Life

This Is The Room In Your House With The Most Bugs

by Brandi Neal
Small spider crawls on the floor on  tiles. Pests and insects
Kristina Igumnova/Moment/Getty Images

Last year, I moved to a part of Los Angeles that, surprisingly, had an abundance of bugs. Creepy crawlies of every variety invited themselves inside and made themselves comfortable. If you've ever wondered which rooms in your house have the most bugs, a new study in the journal Scientific Reports revealed where bugs like to hang out in your house or apartment. While I technically don't live in the country, Los Angeles varies greatly in topography, from the foggy beach to the hot high desert, the type of bugs you see largely depends on which part of the city you live in.

Near the beach, you're likely to get an infestation of roly-poly bugs, while the valley where I live is basically a bug bonanza that includes everything from wolf and brown widow spiders to Jerusalem crickets, earwigs, fire ants, and sugar ants. And, I'm not kidding when I say that staying on top of bugs can feel like a full time job. While you can exercise some level of denial when you don't actually see the bugs, an article from KCET's environment news project Redefine, made me feel a little uneasy.

"There are brown widows underneath every piece of lawn furniture in LA County," Brian Brown, entomology curator at the Natural History Museum of Los Angeles, told Redefine. "I'm sure of it." So, now that you know that brown widows are living underneath my outdoor furniture, just where are the bugs hanging out in your house? The study found that the kitchen and the living room are favored by your uninvited insect guests. And, the study, which examined 10,000 bugs from a sample of 50 homes, found almost 50 different families of harmless insects living inside of the average home.

Home Is Where The Bugs Live

In my old apartment near Hollywood, I rarely ever saw a bug. But, a few weeks into "country" life, insects began to appear in alarming numbers. One night after my roommate had gone to bed I saw a wolf spider crawling across the living room floor. I grabbed the first thing I saw, which happened to be a foam roller, and smashed the spider. I should also mention that I hate bugs. They elicit a totally irrational fear in me that usually results in my screaming like a four year old. You know those TV shows where can win hundreds of thousands of dollars for eating bugs? Yeah, I wouldn't last a second.

You'd think that'd would be the end of the spider story, but much to my horror, what seemed like hundreds of tiny spiders scattered off the bigger spider like a scene from some kind of horrible insect horror movie. It took every ounce of self control I could muster not to scream and wake my roommate. I later learned that wolf spiders carry their babies on their backs and basically have their own little baby-wearing community, which made me start to obsess about the number of potential toddler spiders that could be hanging around having their own babies to wear on their backs.

Another time, my roommate texted me and said she shook out the living room curtains before vacuuming, and dozens of different types of bugs fell onto the floor. "It was a hot bed of critter activity," she told me.
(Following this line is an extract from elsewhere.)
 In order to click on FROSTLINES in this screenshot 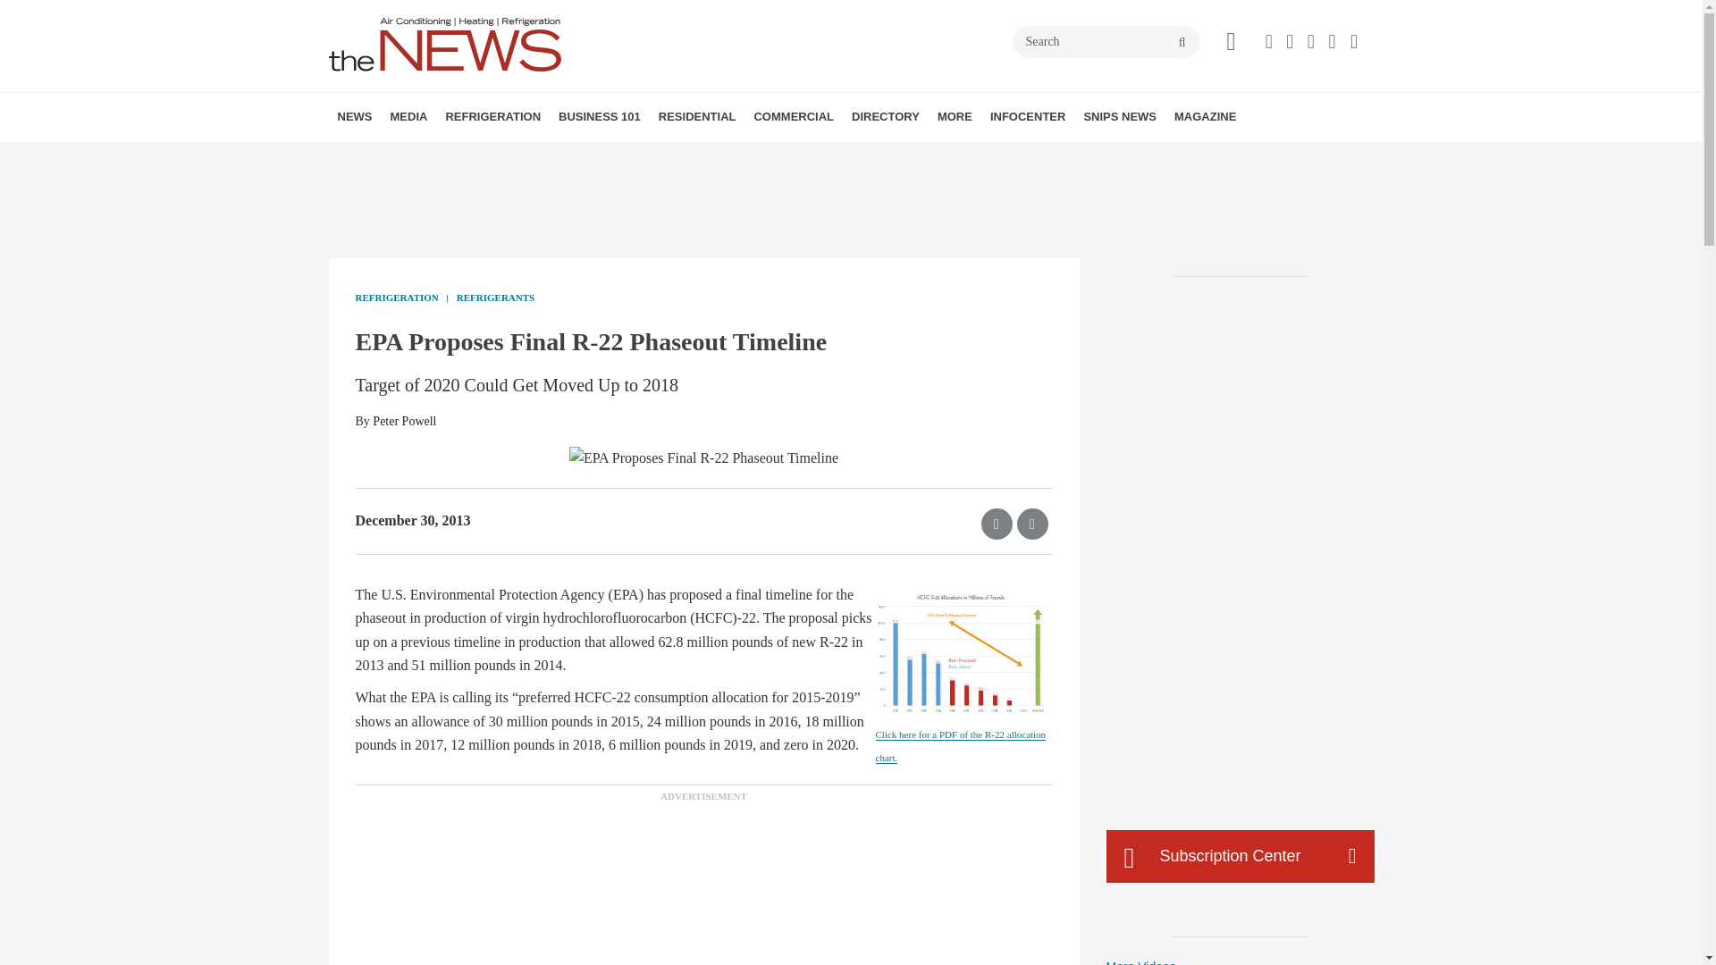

Both of these incidents happened in the living room, which is one of the spots in your home where bugs like to congregate and have their little meetings about how to terrorize you. And, if you have carpet, you're providing an even more attractive environment for these freeloading insects, though the study did not identify why bugs prefer carpet. Maybe it reminds them of grass.

If that's not bad enough, the study reported that, "When we considered lifestyle characteristics of residents within particular homes, we found that the diversity and the composition of the core arthropod community did not significantly vary between houses based on presence of cats or dogs, number of houseplants, pesticide usage, or relative levels of clutter and dust accumulation."
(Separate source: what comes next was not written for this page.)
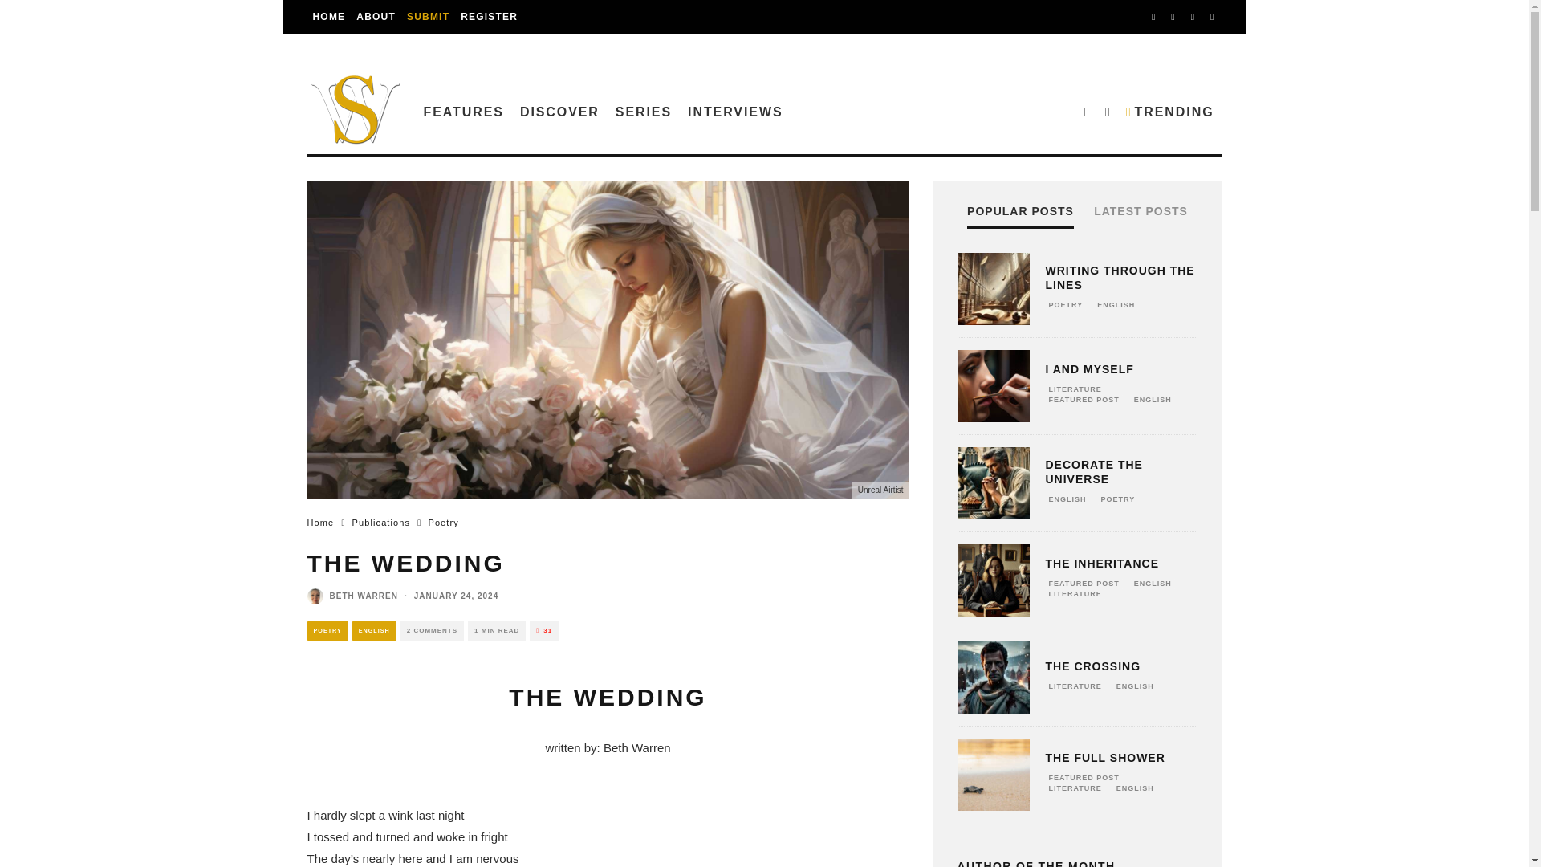 This screenshot has width=1541, height=867. What do you see at coordinates (329, 17) in the screenshot?
I see `HOME` at bounding box center [329, 17].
So, no matter how clean and clutter-free you are, the buggers are still coming inside. Living rooms, as well as kitchens — the other most common place to find bugs in your home — are communal spaces with greater access to doors and windows, which makes it easy for pests to get inside your pad and set up camp. While I was able to pretend bugs didn't exist at my last apartment, all I have to do here is exist to be smacked in the face with the reality of who's really in charge. Hint: it's the freakin' bugs.

Turning over the dog bed on the deck can send crickets and earwigs scattering. Piles of fire ants build mounds in the yard, sugar ants try to come inside, wolf spiders crawl out from corners in the living room, and apparently brown widow spiders are living underneath all of my patio furniture. The study also reported that human spend 90 percent of their time indoors, and many types of bugs live their entire life cycle inside your home without paying any rent. Short of living life inside a plastic bubble, there's nothing you can really do except making peace with your creepy crawly roommates.

I'm sorry I don't have better news, and trust me, I'm as traumatized as you are. If you're sufficiently freaked out, continuing to live in denial about your creepy co-habitants might be your best bet.